Color Picker From Image
Upload any image to extract its dominant colors. Get instant HEX and RGB values — click any swatch to copy.
Drag & drop an image here, or click to browse
PNG, JPG, WebP, GIF supported
What Is a Color Picker From Image?
A color picker from image is a tool that analyses the pixel data of an uploaded photo or graphic and extracts the most prominent colors present in it. This is invaluable for designers, brand strategists, developers, and anyone who needs to match or replicate colors from visual references.
Our tool uses the browser's native Canvas API to sample thousands of pixels from your image, bucket them into quantized color groups, and rank them by frequency. The result is a palette of up to 12 dominant colors, each displayed as a clickable swatch with its HEX code and RGB values.
All processing happens locally in your browser — your image is never uploaded to any server. This means instant results, complete privacy, and no file size limits.
FAQ
How does the color extraction work?
The tool draws your image onto an HTML Canvas element at a reduced size, then reads the pixel data. It groups similar colors into buckets and sorts them by how often they appear — giving you the most dominant colors first.
Does my image get uploaded anywhere?
No. Everything happens inside your browser using the Canvas API. Your image never leaves your device.
Why do the colors look slightly different from the original?
The extraction algorithm quantizes colors into buckets for efficiency. Colors that are very close together will be grouped into the same swatch. This makes the palette clean and usable rather than showing thousands of nearly identical shades.
Can I extract colors from a PNG with transparency?
Yes. Transparent or semi-transparent pixels are automatically skipped — only fully opaque colors are included in the palette.
How do I use the HEX values in my project?
Click any swatch to copy its HEX code to your clipboard, then paste it into your CSS, design tool (Figma, Photoshop, Illustrator), or code editor.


--- Task ---
Considering the entries that follow, report how many lines include the string "columns", giving the number alone.

--- Information ---
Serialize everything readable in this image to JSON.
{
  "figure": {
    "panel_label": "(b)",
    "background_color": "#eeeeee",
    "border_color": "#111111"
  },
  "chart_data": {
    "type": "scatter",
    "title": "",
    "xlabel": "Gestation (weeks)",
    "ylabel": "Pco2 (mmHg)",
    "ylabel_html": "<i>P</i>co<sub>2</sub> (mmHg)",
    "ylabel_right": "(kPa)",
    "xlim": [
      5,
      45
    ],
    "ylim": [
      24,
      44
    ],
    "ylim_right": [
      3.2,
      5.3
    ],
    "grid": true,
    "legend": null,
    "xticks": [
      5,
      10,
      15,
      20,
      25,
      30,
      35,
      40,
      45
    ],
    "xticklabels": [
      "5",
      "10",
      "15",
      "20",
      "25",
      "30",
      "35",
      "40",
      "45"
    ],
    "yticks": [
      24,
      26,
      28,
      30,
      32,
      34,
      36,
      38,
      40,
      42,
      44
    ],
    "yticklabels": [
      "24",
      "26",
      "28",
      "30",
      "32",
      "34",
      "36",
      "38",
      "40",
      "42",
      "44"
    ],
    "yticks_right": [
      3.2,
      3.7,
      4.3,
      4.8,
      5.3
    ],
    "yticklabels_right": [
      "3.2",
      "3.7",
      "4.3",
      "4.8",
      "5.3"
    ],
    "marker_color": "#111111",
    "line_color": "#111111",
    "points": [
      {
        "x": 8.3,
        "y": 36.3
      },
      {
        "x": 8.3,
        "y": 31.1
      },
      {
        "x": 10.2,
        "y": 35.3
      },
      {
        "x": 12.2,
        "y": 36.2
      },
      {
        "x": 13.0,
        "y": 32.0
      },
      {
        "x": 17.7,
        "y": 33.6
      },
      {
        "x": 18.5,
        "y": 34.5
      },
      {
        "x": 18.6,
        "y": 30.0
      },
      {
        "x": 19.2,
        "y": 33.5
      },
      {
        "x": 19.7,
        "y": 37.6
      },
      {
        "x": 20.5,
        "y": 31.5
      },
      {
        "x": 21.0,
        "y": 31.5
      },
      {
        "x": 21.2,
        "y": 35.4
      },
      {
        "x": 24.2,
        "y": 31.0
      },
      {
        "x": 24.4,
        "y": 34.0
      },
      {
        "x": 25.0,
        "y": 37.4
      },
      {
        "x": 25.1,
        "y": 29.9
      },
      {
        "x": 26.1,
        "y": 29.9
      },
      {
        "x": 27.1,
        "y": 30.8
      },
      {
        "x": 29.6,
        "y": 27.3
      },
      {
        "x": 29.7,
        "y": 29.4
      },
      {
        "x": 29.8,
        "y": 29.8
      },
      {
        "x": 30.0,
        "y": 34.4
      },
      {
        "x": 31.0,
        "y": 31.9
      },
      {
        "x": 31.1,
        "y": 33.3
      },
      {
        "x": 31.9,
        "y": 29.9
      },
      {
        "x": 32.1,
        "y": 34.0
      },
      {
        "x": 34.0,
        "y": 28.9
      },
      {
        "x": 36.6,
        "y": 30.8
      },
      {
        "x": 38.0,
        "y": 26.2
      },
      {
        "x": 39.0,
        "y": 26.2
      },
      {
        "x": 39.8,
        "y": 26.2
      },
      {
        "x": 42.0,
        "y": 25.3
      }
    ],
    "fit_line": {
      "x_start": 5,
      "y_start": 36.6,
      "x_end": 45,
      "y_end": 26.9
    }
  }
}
* * *
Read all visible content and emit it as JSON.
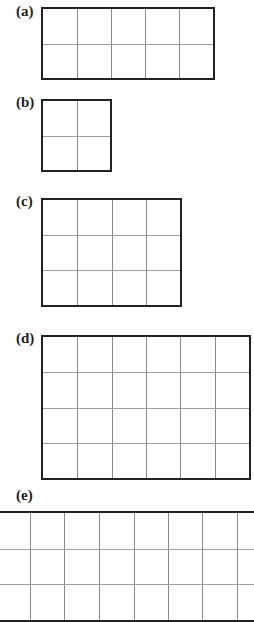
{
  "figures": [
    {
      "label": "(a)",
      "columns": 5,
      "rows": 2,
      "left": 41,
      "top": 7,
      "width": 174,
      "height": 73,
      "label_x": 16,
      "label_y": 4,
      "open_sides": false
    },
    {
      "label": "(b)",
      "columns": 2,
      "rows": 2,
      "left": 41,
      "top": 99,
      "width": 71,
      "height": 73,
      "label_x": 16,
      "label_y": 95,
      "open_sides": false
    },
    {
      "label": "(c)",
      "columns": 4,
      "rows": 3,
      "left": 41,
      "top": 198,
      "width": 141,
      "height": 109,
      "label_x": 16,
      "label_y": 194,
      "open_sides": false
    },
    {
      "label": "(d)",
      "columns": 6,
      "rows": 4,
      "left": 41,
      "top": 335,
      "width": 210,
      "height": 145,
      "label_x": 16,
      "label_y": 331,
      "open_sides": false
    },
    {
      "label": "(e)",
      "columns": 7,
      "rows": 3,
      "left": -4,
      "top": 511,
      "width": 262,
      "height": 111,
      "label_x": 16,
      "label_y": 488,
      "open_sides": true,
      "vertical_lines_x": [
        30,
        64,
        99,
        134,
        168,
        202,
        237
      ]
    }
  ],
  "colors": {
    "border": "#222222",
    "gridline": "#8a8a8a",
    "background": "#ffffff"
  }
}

--- Solution to this task ---
5